The immediate issue over which the IGP tried to defy the NPCs authority was disciplinary control of the police. The issue flared into the open when the NPC, acting in compliance with the law, wanted officers facing criminal charges in courts to be interdicted, as required by the establishment code of the country. However, before the issue became public, the IGP strongly resisted the NPC, asserting its constitutional authority on disciplinary control of the police. The matter should have been treated as settled when the Supreme Court made an order refusing to grant leave of application for over twenty fundamental-rights applications of interdicted policemen. These policement had sought to challenge their interdictions. However, the IGP has since gone to various channels, further pursuing his opposition to the NPCs authority even after the Supreme Courts decision.

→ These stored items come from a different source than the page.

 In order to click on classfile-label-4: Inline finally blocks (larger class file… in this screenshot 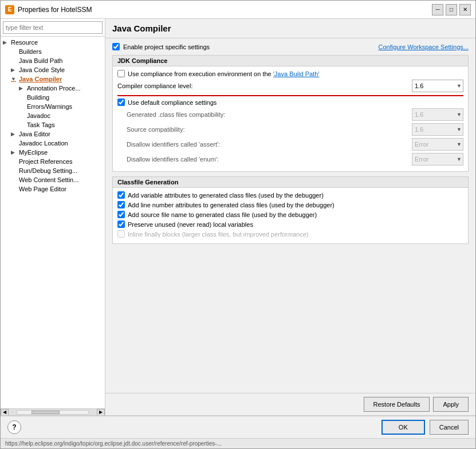, I will do `click(218, 234)`.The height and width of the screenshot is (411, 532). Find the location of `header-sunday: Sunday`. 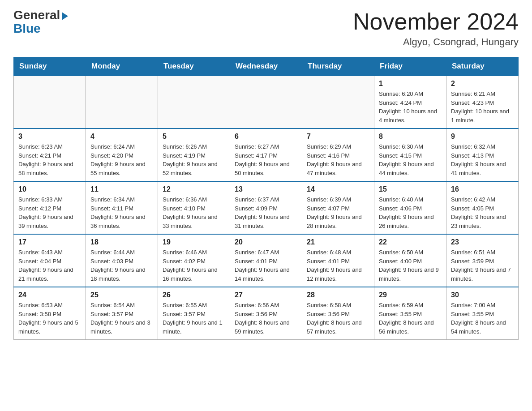

header-sunday: Sunday is located at coordinates (50, 67).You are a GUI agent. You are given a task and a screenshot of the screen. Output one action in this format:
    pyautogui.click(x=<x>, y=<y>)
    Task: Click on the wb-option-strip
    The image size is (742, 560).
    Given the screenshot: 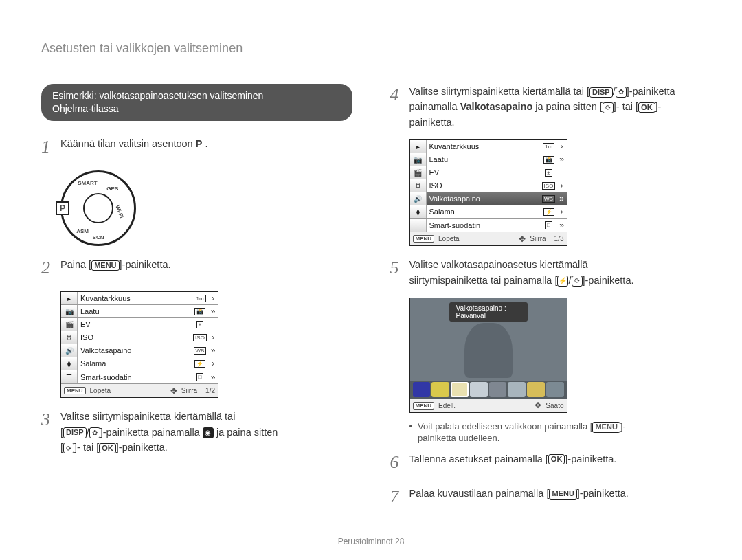 What is the action you would take?
    pyautogui.click(x=488, y=390)
    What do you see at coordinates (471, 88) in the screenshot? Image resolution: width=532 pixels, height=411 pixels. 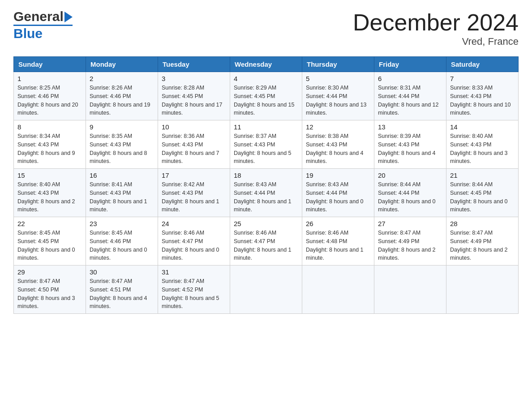 I see `sunrise-text: Sunrise: 8:33 AM` at bounding box center [471, 88].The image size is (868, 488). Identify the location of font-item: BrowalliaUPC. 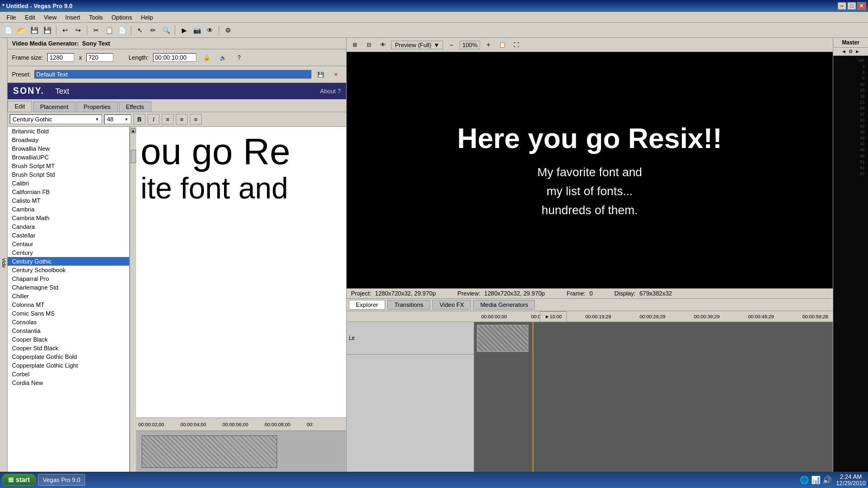
(68, 157).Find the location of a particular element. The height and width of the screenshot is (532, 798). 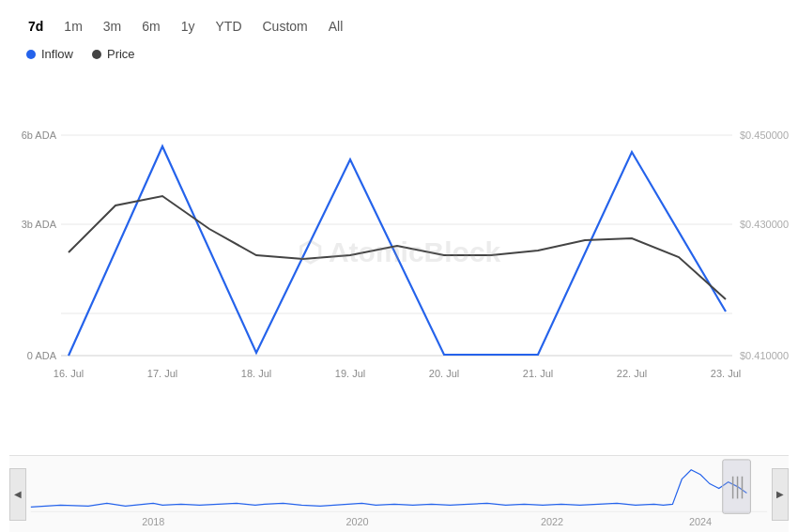

legend-inflow: Inflow is located at coordinates (50, 54).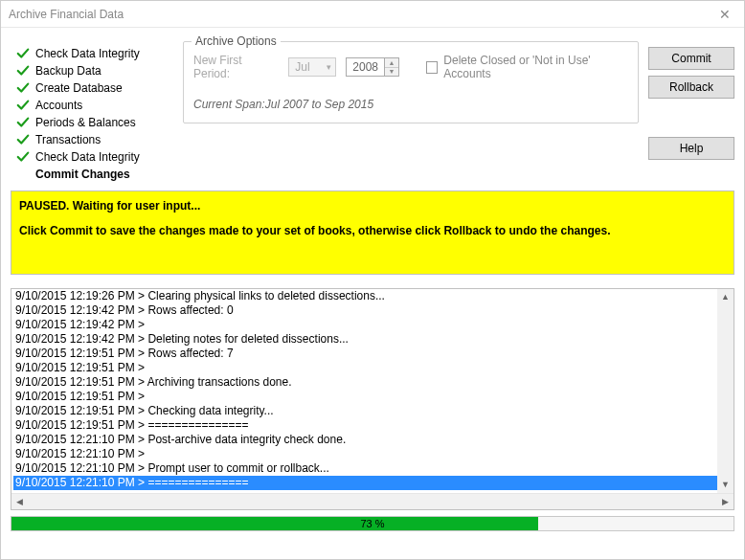  Describe the element at coordinates (726, 391) in the screenshot. I see `vertical-scrollbar: ▲ ▼` at that location. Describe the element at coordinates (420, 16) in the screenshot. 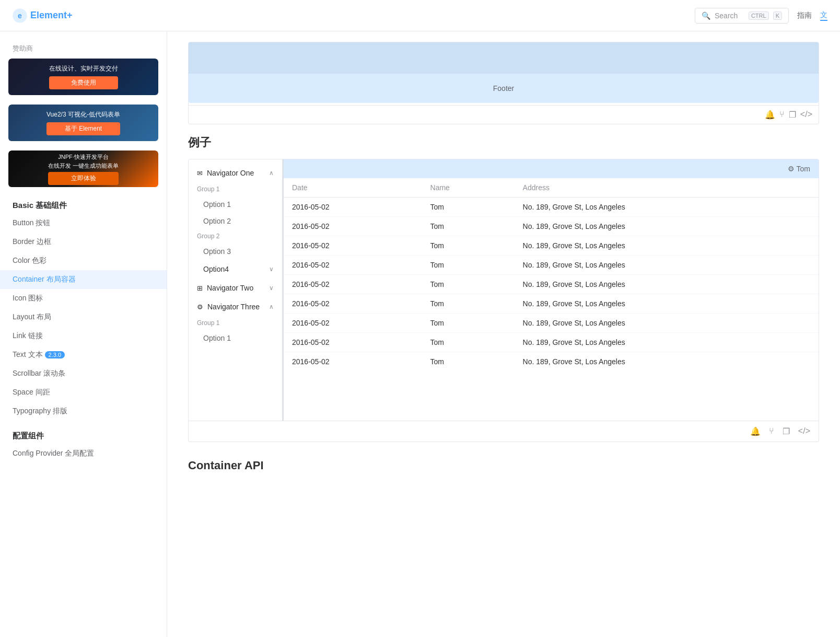

I see `top-navigation: e Element+ 🔍 Search CTRL K 指南 文` at that location. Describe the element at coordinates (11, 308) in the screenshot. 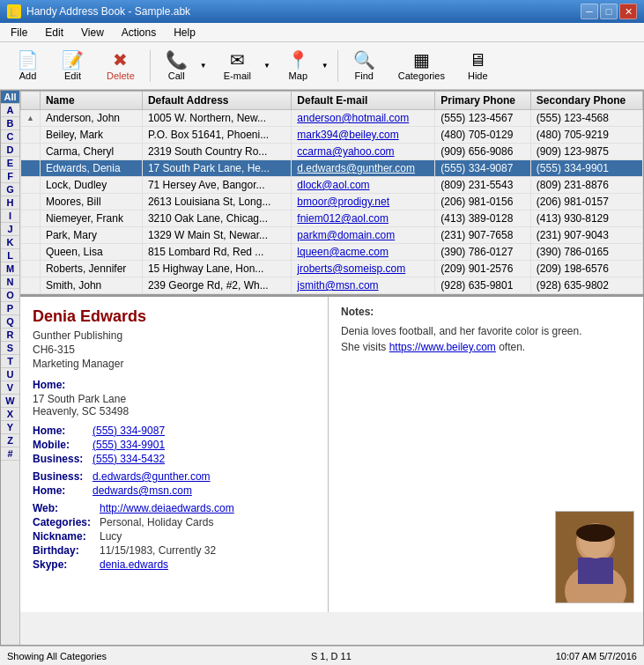

I see `alpha-p: P` at that location.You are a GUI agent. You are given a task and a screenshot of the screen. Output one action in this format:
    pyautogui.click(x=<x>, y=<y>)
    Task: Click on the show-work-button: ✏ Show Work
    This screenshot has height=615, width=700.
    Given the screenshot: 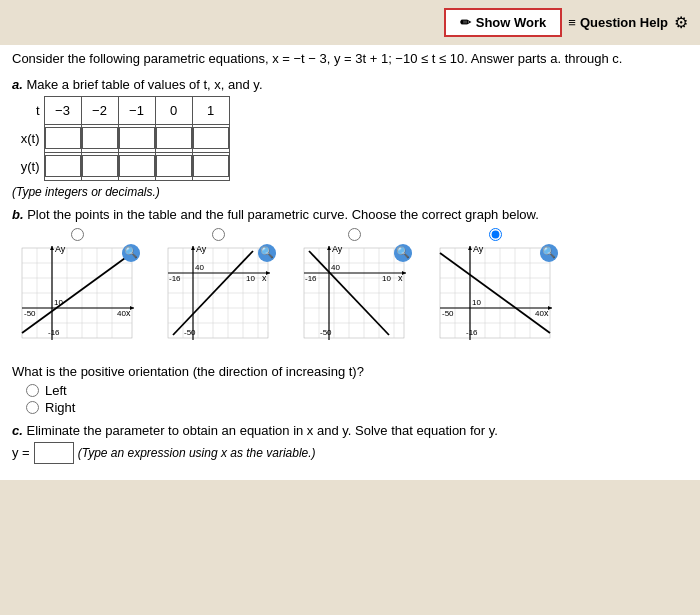 What is the action you would take?
    pyautogui.click(x=504, y=22)
    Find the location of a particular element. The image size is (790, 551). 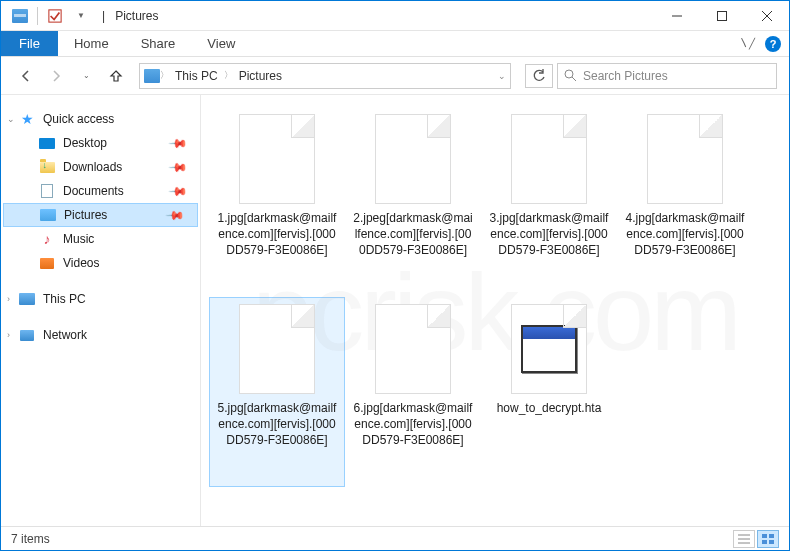

tab-home: Home is located at coordinates (92, 44). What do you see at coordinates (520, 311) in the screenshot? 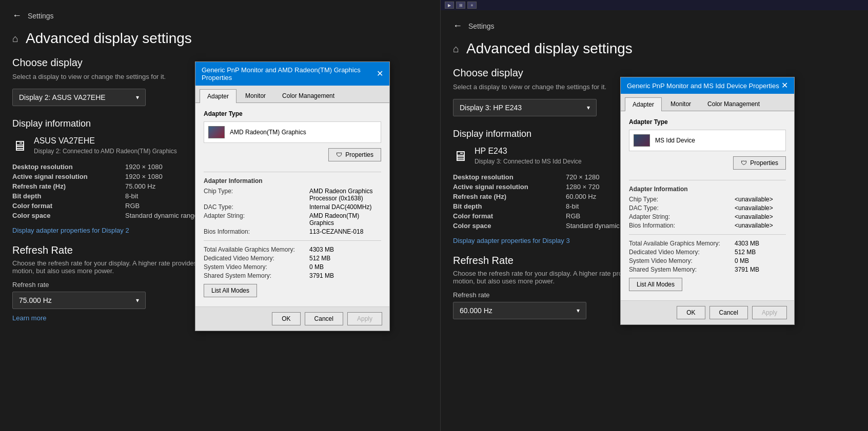
I see `right-refresh-dropdown: 60.000 Hz ▾` at bounding box center [520, 311].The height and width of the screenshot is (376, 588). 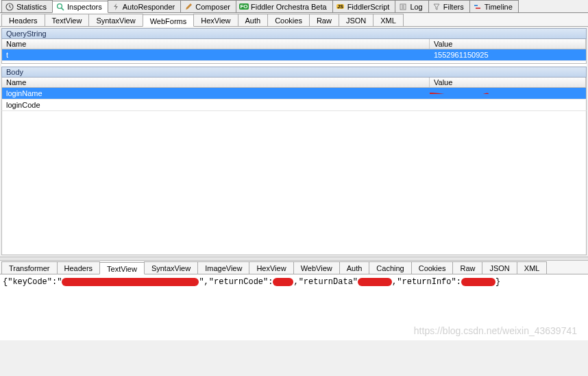 What do you see at coordinates (271, 268) in the screenshot?
I see `rsubtab-hexview: HexView` at bounding box center [271, 268].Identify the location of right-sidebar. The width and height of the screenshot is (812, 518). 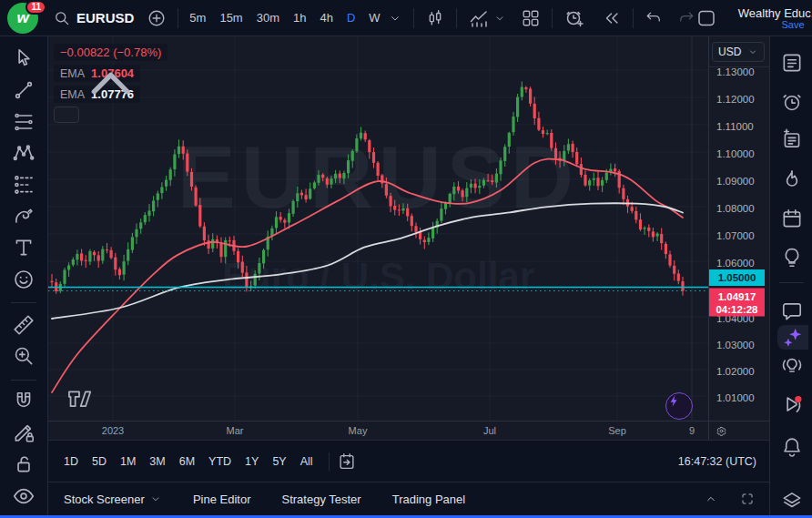
(790, 276).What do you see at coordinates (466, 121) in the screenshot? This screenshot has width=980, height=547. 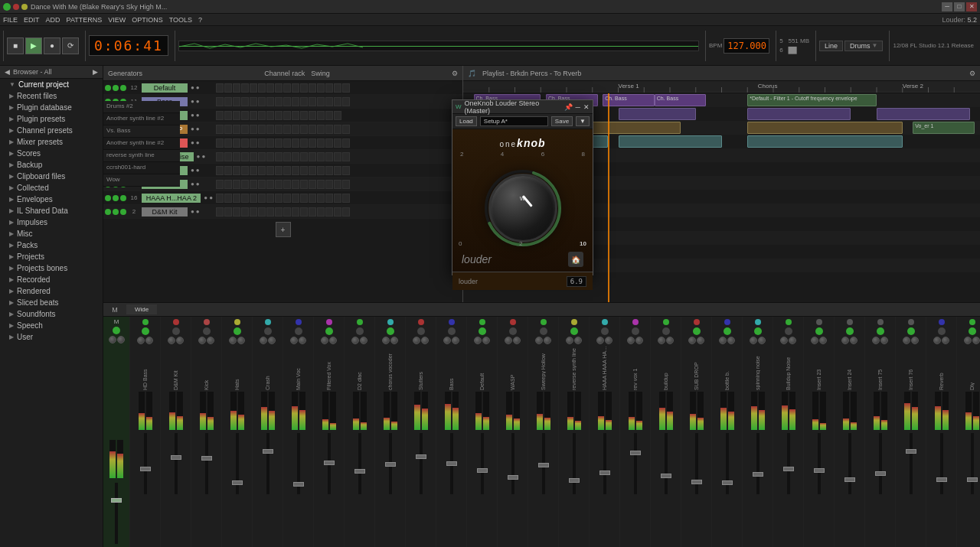 I see `preset-load-button: Load` at bounding box center [466, 121].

Law enforcement will prove impossible if law enforcers do not respect and obey the law. It is the widespread lawlessness among some members of the police force and the cover-up of that lawlessness by commanding officers that remains the major cause for breakdown of the law in the country. One of the countrys leading jurists, Justice C.G. Weeramantry, former Vice President of the International Court of Justice, recently wrote:
The Sri Lankan law and order situation seems to have reached an all-time low. Respect for law and order has broken down at every level. From the humble police constable seeking to bring an offender to book for a minor violation of street rules all the way to the highest levels, there is a denigration of the authority and rigor of the law and the legal process.
(Published in the Justice page of the Daily Mirror on October 22, 2005)
The AHRC sadly notes that the IGP of the country himself, by his resistance to the constitutional authority of the NPC, is denigrating the authority and rigor of the law and the legal process. We urge that the constitutional authority of the NPC be respected in order to enhance the rule of law, stability, and human rights in the country.